Augh

  • 0 Posts
  • 48 Comments
Joined 10 months ago
cake
Cake day: January 26th, 2024

help-circle
  • What’s the difference between befriending someone who’s worse off than you who works in the same building vs someone off the street? Your ability to help them is ~ the same, but you could give them a person to talk to.

    They’re not aliens, or pets to be taken care of. If a grown-ass man wants to chat with another grown-ass man about something mutually interesting to both, then why bring prerequisites into the equation?

    Now, if it’s a “we hang out every single night and discuss finances and aspirations and such” situation, sure, I can see a disconnect if the higher-up person doesn’t try to help, but your comment almost sounds like a internet-fueled caste system when taken too literally.




  • MeepsTheBard@lemmy.blahaj.zonetoADHD@lemmy.worldADHD-friendly sports?
    link
    fedilink
    English
    arrow-up
    4
    ·
    edit-2
    8 months ago

    Treat the rest as a dedicated, specifically-timed “thing to do” instead of just “time I need to kill until I pick this weight up again.”

    Timers are helpful, as people mentioned, but stretching, evaluating how that last set went/ how next set needs to go, changing weights, and walking around to catch your breath are great ways to stay mostly on track.

    And if you check Twitter after switching songs or something? That’s fine. Working out slowly > not working out, so unless you’re annoying other gymgoers with 20-min squat-rack scroll sessions , I wouldn’t sweat a mental lapse.

    EDIT: Ope, I think I misread your comment to mean “between sets” and not just “going to the gym,” my b.

    It HAS to be a habit. Go to the gym because it’s novel and you want to try it out, then try your damnedest to make it a routine. Make it feel weird to not work out. If you fall off the wagon, try again.

    If neurotypicals fail to be consistent (see every New Year’s resolution), you can give yourself enough grace to stumble, too.





  • This isn’t a one-hour-summary topic, and you’re not going to find “unbiased” reporting on it. Not trying to be a dick, it’s just the facts. Anyone telling you they have the “unbiased truth” about it is lying or delusional.

    With that said, start with some Wikipedia browsing from the end of WW2, where the Allies started looking around for places around the world as Jewish refuges, and the struggles/ decisions made to plop Israel in the Middle East.

    From there, there’s a bunch of back-and forth action between the new state of Israel and the people who were already living there (Palestinians), which has a lot of video summaries on YouTube. You’ll hear “Nakba” (Catastrophe in Arabic) used a lot, if that’s any indication of how it went.

    All of that puts the Oct 7 attacks in more context, as well as the ongoing bombing in Gaza.

    Good luck in your search. If people are being rude with you, it’s because the tone of your post is basically “I actively tried not to look at this conflict that’s been going on for 4 months that’s killed 30,000 people, and now care because of a single guy (Aaron Bushnell) immolating himself.” I’m VERY glad that his message got to you, as I agree that it’s an important issue, but it also feels frustrating that it took this long (respectfully).










  • The thing about long-term predictions (at least ones that get publicity) is that usually the goal is to change them, so few have been “proven”. No one is printing stories about how an isolated set of rocks is going to be decayed by X% due to weather, because no one cares.

    Except birth rates aren’t physics that will progress if left alone, they’re dominated by cultural choices that are impacted by economics and governmental policy.

    Exactly. Those are the factors that are being considered when making these predictions. If economic factors and policies are making it harder to have kids, then birth rates drop, which is what we’re seeing now. What else is going to have as much of an effect?

    These predictions don’t exist to take bets on. They’re not scrying into the future. They’re just binoculars that point to where we’re going.



  • No, they just need to be kept in that context. We trusted science on chlorofluorocarbons impacting the ozone layer, and chose to fix it rather than let it keep going. Was the projection “wrong” because CFCs were regulated, or did we just interact with it in a practical way?

    The same applies here. There’s a population issue that (as you mentioned in another comment) without other factors, will come into effect. China can fix it, or let things play out and see if the “unknowns” can fix it for them.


- Exercise aim -
Every entry, from first to last, is to be retyped without any alteration.

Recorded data
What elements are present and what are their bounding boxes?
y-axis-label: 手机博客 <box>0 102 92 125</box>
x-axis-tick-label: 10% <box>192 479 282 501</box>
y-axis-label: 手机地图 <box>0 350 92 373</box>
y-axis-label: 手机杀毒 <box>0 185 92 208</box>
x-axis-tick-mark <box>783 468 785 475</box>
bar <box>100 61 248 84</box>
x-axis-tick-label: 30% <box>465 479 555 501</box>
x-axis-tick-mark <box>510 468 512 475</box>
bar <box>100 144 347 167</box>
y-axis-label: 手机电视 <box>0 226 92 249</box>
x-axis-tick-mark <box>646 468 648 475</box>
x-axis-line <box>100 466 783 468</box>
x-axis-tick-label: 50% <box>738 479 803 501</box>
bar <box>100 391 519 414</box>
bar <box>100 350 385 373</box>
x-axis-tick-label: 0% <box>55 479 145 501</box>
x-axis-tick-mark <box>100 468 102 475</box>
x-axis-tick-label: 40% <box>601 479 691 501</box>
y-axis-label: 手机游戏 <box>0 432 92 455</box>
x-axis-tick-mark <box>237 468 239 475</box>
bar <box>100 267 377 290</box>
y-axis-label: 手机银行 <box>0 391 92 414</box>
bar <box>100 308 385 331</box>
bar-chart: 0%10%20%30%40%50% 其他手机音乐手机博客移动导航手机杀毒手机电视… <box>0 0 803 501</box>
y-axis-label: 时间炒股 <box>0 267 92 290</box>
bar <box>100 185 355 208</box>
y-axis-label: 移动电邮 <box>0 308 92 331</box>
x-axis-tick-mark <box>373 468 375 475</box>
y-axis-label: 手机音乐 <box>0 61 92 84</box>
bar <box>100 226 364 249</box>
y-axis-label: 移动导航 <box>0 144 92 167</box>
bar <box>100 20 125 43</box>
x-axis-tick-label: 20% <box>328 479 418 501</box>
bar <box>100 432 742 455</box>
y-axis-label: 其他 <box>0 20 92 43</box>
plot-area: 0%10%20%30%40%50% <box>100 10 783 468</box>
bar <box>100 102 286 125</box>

- Answer box -
What elements are present and what are their bounding boxes?
y-axis-label: 手机博客 <box>0 102 92 125</box>
x-axis-tick-label: 10% <box>192 479 282 501</box>
y-axis-label: 手机地图 <box>0 350 92 373</box>
y-axis-label: 手机杀毒 <box>0 185 92 208</box>
x-axis-tick-mark <box>783 468 785 475</box>
bar <box>100 61 248 84</box>
x-axis-tick-label: 30% <box>465 479 555 501</box>
x-axis-tick-mark <box>510 468 512 475</box>
bar <box>100 144 347 167</box>
y-axis-label: 手机电视 <box>0 226 92 249</box>
x-axis-tick-mark <box>646 468 648 475</box>
x-axis-line <box>100 466 783 468</box>
x-axis-tick-label: 50% <box>738 479 803 501</box>
bar <box>100 391 519 414</box>
bar <box>100 350 385 373</box>
x-axis-tick-label: 0% <box>55 479 145 501</box>
x-axis-tick-mark <box>100 468 102 475</box>
x-axis-tick-label: 40% <box>601 479 691 501</box>
y-axis-label: 手机游戏 <box>0 432 92 455</box>
x-axis-tick-mark <box>237 468 239 475</box>
bar <box>100 267 377 290</box>
y-axis-label: 手机银行 <box>0 391 92 414</box>
bar <box>100 308 385 331</box>
bar-chart: 0%10%20%30%40%50% 其他手机音乐手机博客移动导航手机杀毒手机电视… <box>0 0 803 501</box>
y-axis-label: 时间炒股 <box>0 267 92 290</box>
bar <box>100 185 355 208</box>
y-axis-label: 移动电邮 <box>0 308 92 331</box>
x-axis-tick-mark <box>373 468 375 475</box>
y-axis-label: 手机音乐 <box>0 61 92 84</box>
bar <box>100 226 364 249</box>
y-axis-label: 移动导航 <box>0 144 92 167</box>
bar <box>100 20 125 43</box>
x-axis-tick-label: 20% <box>328 479 418 501</box>
bar <box>100 432 742 455</box>
y-axis-label: 其他 <box>0 20 92 43</box>
plot-area: 0%10%20%30%40%50% <box>100 10 783 468</box>
bar <box>100 102 286 125</box>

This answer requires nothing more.